[Record set Boundary: Start]
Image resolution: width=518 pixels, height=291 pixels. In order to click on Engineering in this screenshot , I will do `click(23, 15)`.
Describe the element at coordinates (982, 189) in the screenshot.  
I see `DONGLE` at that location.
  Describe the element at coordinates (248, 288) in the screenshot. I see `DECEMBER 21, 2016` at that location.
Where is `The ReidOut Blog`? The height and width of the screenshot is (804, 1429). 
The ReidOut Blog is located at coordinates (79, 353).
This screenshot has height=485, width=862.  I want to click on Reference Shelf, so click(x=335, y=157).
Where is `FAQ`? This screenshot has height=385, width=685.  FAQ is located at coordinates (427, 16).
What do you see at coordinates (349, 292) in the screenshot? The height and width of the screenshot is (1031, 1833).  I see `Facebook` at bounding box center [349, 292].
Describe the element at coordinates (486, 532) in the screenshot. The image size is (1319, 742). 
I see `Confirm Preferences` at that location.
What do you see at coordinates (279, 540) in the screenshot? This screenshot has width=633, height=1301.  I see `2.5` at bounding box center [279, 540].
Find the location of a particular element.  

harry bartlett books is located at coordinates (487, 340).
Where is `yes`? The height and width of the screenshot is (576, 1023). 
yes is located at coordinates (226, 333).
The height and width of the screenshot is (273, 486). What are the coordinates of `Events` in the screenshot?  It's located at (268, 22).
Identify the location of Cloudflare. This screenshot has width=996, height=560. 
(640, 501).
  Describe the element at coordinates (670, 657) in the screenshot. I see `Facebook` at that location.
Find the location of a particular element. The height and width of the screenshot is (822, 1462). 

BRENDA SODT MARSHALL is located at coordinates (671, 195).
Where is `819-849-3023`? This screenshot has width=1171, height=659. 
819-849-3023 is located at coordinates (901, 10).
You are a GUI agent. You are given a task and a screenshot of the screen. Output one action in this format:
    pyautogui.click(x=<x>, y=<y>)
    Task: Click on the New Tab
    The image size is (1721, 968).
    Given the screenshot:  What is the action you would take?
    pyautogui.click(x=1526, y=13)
[Record set Boundary: End]
Count of lines that include "bounding" in the records above: write that value only.

→ **Answer area**: 2